"It did not require a conjurer to prophesy that," is Cecilia's comment. "I never saw two people who troubled themselves less to disguise their feelings. I saw that they neither of them knew whether they were on their heads or on their heels, when they emerged dripping from that horrid pine wood. Dear me!"—with a good-sized sigh—"how smoothly things run for some people! how easily some of these affairs come off, without a hitch anywhere from beginning to end!"

She pauses, and it is plain to those acquainted with her heart history that her thoughts are coursing mournfully back to the all-along reluctant and ultimately entirely faithless clergyman who had last possessed her young affections.

"Without a hitch from beginning to end?" cries Jim hotly, jarred more than he would like to own to himself by this phrase. "How can you possibly tell? These are early days to assert that so dogmatically.

"'There's many a slip
'Twixt the cup and the lip.'"

"Do you mean to say that you think it will not come off?" asks Cecilia, a slightly pleasurable light coming into her eyes as she asks—not that she has any ill-will towards Elizabeth, nor any distinct design of her own upon Byng; but that there is something not absolutely disagreeable to her in the idea of his being still among the ranks of the possible.

"I am sure he would make a delightful husband," puts in Sybilla, her praise given emphasis by her desire to employ it as a weapon of offence against one who is at present more deeply than usual in her black books; "he has such gentle, feminine ways; he comes into a room so quietly, and when he asks one how one is really listens for the answer."

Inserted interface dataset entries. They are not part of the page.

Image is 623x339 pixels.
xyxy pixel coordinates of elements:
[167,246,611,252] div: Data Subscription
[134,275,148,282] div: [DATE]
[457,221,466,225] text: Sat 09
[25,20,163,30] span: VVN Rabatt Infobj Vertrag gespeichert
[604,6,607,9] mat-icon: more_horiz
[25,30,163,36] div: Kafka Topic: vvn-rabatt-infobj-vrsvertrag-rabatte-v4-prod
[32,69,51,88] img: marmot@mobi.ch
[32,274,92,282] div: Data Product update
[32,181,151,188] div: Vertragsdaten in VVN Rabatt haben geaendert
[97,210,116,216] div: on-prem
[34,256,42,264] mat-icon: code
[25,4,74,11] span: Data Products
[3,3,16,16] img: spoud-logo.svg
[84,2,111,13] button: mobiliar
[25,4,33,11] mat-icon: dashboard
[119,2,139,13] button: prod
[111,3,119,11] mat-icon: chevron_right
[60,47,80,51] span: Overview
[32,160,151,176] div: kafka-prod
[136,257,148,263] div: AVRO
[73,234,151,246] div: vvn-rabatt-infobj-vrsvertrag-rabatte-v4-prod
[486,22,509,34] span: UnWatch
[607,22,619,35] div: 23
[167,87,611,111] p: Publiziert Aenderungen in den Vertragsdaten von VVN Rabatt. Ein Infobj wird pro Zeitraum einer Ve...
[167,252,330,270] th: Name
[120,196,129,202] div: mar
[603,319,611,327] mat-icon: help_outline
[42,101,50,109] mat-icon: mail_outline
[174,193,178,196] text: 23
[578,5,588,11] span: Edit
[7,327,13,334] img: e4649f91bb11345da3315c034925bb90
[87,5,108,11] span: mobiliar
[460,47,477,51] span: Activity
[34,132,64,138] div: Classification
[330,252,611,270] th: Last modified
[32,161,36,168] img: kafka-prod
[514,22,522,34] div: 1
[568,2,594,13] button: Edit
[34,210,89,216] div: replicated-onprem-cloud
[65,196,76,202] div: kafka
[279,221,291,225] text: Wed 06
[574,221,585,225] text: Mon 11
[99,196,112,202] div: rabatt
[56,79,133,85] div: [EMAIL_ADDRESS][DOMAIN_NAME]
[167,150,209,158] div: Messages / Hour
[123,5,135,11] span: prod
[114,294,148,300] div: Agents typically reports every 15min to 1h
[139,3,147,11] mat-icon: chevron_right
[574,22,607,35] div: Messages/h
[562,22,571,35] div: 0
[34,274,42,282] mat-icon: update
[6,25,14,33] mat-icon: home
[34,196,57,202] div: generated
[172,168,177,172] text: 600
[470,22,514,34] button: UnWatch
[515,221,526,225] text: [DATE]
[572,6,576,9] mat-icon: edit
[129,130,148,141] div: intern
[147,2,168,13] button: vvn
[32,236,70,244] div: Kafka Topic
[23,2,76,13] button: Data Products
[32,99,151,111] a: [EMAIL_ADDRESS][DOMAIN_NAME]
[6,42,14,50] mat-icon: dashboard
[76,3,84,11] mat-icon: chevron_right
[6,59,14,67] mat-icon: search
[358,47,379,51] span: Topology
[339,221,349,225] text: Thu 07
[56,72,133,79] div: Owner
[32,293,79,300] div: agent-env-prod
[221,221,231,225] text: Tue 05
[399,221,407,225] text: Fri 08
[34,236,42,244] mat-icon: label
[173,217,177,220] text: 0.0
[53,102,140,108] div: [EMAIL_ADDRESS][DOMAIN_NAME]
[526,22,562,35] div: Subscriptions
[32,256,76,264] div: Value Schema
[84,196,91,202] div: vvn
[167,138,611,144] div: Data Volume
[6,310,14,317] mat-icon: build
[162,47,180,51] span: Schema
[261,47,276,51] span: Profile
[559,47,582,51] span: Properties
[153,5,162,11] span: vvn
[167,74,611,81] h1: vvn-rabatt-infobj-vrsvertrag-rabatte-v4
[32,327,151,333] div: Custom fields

"Perhaps you are right, and it will fall through," says Cecilia thoughtfully; "many engagements do!" (sighing again). "She is a sweet, pretty creature, and looks as if butter would not melt in her mouth; but she is evidently older than he."

"Jim will not allow that to be an objection," cries Sybilla, with a faint laugh, "will you, Jim? How much older than you is Amelia? I always forget."

"I never can help thinking that she has a history," resumes Cecilia, in a meditative voice, "and that Mr. Greenock knows it. If ever her name is mentioned he always begins to look wise, as if there were something that he was longing to tell one about her; it is continually on the tip of his tongue—some day it will tumble over the tip."

"I do not think that there is any use in my staying all this while!" cries Jim, jumping up. "Dr. Coldstream cannot be here at soonest for another hour; and I do not think that we are, any of us, very good company for each other to-day, so I will look in again later."